Nothing is rich but the inexhaustible wealth of Nature. She shows us only surfaces, but she is million fathoms deep.
It is the mark of an educated mind to be able to entertain a thought without accepting it.
Plagued by Western habits of either-or, dualistic thinking, we all may fail to understand that race, class and gender interconnect to sustain a corporate ruling class. In the language of African-American essayist bell hooks, they are interlocking systems of oppression. Neither Latina nor Anglo women should yield to the temptation of making a hierarchy of oppressions where battles are fought over whether racism is "worse" than sexism, or class oppression is "deeper" than racism, etc. Instead of hierarchies we need bridges which, after all, exist to make two ends meet.
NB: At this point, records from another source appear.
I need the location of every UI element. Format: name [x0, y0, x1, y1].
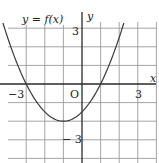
- function-label: y = f(x): [21, 13, 63, 26]
- function-graph: y = f(x) y x O −3 3 3 − 3: [0, 0, 159, 163]
- y-tick-3: 3: [72, 25, 79, 38]
- y-tick-neg3: − 3: [62, 133, 82, 146]
- x-axis-label: x: [150, 72, 157, 85]
- x-tick-3: 3: [135, 88, 142, 101]
- y-axis-label: y: [86, 10, 94, 23]
- x-tick-neg3: −3: [8, 88, 24, 101]
- origin-label: O: [70, 88, 79, 101]
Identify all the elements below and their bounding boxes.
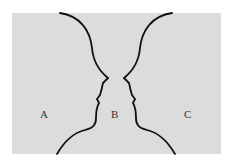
left-face-profile [57,13,108,154]
right-face-profile [124,13,175,154]
label-b: B [111,108,118,120]
label-c: C [184,108,191,120]
label-a: A [40,108,48,120]
face-profiles-drawing [0,0,231,163]
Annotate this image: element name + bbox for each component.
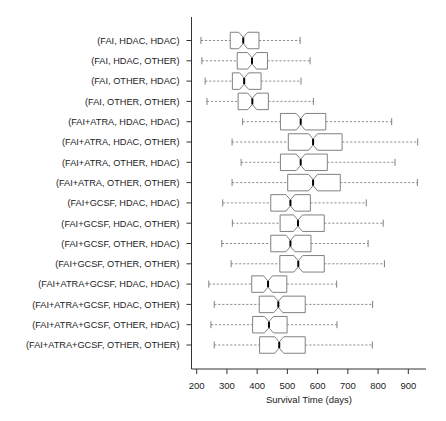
box-iqr bbox=[260, 337, 306, 354]
box-group bbox=[205, 73, 301, 90]
y-category-label: (FAI+ATRA+GCSF, OTHER, HDAC) bbox=[32, 320, 179, 330]
x-tick-label: 300 bbox=[219, 380, 235, 391]
box-group bbox=[232, 215, 383, 232]
y-category-label: (FAI+GCSF, HDAC, HDAC) bbox=[67, 198, 179, 208]
y-category-label: (FAI+GCSF, HDAC, OTHER) bbox=[61, 219, 179, 229]
y-category-label: (FAI+ATRA+GCSF, OTHER, OTHER) bbox=[26, 340, 179, 350]
y-category-label: (FAI+ATRA, OTHER, OTHER) bbox=[56, 178, 180, 188]
box-iqr bbox=[288, 134, 342, 151]
plot-area bbox=[201, 32, 418, 353]
y-category-label: (FAI+GCSF, OTHER, HDAC) bbox=[61, 239, 179, 249]
x-tick-label: 600 bbox=[310, 380, 326, 391]
y-category-label: (FAI+ATRA+GCSF, HDAC, HDAC) bbox=[38, 279, 179, 289]
x-tick-label: 900 bbox=[400, 380, 416, 391]
x-axis-title: Survival Time (days) bbox=[266, 394, 352, 405]
box-iqr bbox=[232, 73, 261, 90]
box-group bbox=[201, 32, 300, 49]
y-category-label: (FAI, OTHER, HDAC) bbox=[91, 76, 179, 86]
boxplot-chart: 200300400500600700800900(FAI, HDAC, HDAC… bbox=[0, 0, 446, 421]
box-group bbox=[214, 296, 372, 313]
box-group bbox=[232, 174, 417, 191]
y-category-label: (FAI, OTHER, OTHER) bbox=[85, 97, 179, 107]
box-iqr bbox=[280, 154, 327, 171]
box-group bbox=[231, 256, 384, 272]
box-group bbox=[243, 113, 392, 130]
box-iqr bbox=[252, 276, 287, 293]
y-category-label: (FAI, HDAC, OTHER) bbox=[91, 56, 179, 66]
box-group bbox=[211, 316, 337, 333]
y-category-label: (FAI+GCSF, OTHER, OTHER) bbox=[55, 259, 179, 269]
box-group bbox=[209, 276, 337, 293]
box-iqr bbox=[280, 113, 325, 130]
y-category-label: (FAI+ATRA, OTHER, HDAC) bbox=[62, 158, 180, 168]
y-category-label: (FAI+ATRA, HDAC, HDAC) bbox=[68, 117, 179, 127]
box-group bbox=[202, 53, 310, 70]
box-group bbox=[207, 93, 313, 110]
box-group bbox=[241, 154, 395, 171]
x-tick-label: 800 bbox=[370, 380, 386, 391]
box-iqr bbox=[230, 32, 259, 49]
x-tick-label: 200 bbox=[189, 380, 205, 391]
x-tick-label: 400 bbox=[249, 380, 265, 391]
box-iqr bbox=[280, 215, 324, 232]
x-tick-label: 700 bbox=[340, 380, 356, 391]
y-category-label: (FAI+ATRA+GCSF, HDAC, OTHER) bbox=[32, 300, 179, 310]
box-iqr bbox=[259, 296, 305, 313]
box-group bbox=[214, 337, 372, 354]
y-category-label: (FAI, HDAC, HDAC) bbox=[97, 36, 179, 46]
box-iqr bbox=[280, 256, 324, 272]
x-tick-label: 500 bbox=[279, 380, 295, 391]
box-group bbox=[232, 134, 418, 151]
box-group bbox=[223, 195, 367, 212]
box-group bbox=[222, 235, 368, 252]
y-category-label: (FAI+ATRA, HDAC, OTHER) bbox=[62, 137, 180, 147]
There is an inconvenience which attends all abstruse reasoning. That it may silence, without convincing an antagonist, and requires the same intense study to make us sensible of its force, that was at first requisite for its invention. When we leave our closet, and engage in the common affairs of life, its conclusions seem to vanish, like the phantoms of the night on the appearance of the morning; and 'tis difficult for us to retain even that conviction, which we had attain'd with difficulty.
For many years I was self-appointed inspector of snowstorms and rainstorms, and did my duty faithfully, though I never received one cent for it.
Descartes may have made a lot of mistakes, but he was right about this: you cannot doubt the existence of your own consciousness. That's the first feature of consciousness, it's real and irreducible. You cannot get rid of it by showing that it's an illusion in a way that you can with other standard illusions.
The word liberty in the mouth of Mr. Webster sounds like the word love in the mouth of a courtesan.
And to bring in a new word by the head and shoulders, they leave out the old one.
"I exist" does not follow from "there is a thought now." The fact that a thought occurs at a given moment does not entail that any other thought has occurred at any other moment, still less that there has occurred a series of thoughts sufficient to constitute a single self. As Hume conclusively showed, no one event intrinsically points to any other. We infer the existence of events which we are not actually observing, with the help of general principle. But these principles must be obtained inductively. By mere deduction from what is immediately given we cannot advance a single step beyond. And, consequently, any attempt to base a deductive system on propositions which describe what is immediately given is bound to be a failure.
If the room is smoky, if only moderately, I will stay; if there is too much smoke I will go. Remember this, keep a firm hold on it, the door is always open.
Few people can be happy unless they hate some other person, nation, or creed.
The universe is the bible of a true Theophilanthropist. It is there that he reads of God. It is there that the proofs of his existence are to be sought and to be found. As to written or printed books, by whatever name they are called, they are the works of man's hands, and carry no evidence in themselves that God is the author of any of them. It must be in something that man could not make, that we must seek evidence for our belief, and that something is the universe; the true bible; the inimitable word, of God.
Fear is the antidote to boredom: the remedy must be stronger than the disease.
Everything has two handles, the one by which it may be carried, the other by which it cannot. If your brother acts unjustly, don't lay hold on the action by the handle of his injustice, for by that it cannot be carried; but by the opposite, that he is your brother, that he was brought up with you; and thus you will lay hold on it, as it is to be carried.
Without doubt, if we are to go back to that ultimate, integral experience, unwarped by the sophistications of theory, that experience whose elucidation is the final aim of philosophy, the flux of things is one ultimate generalization around which we must weave our philosophical system.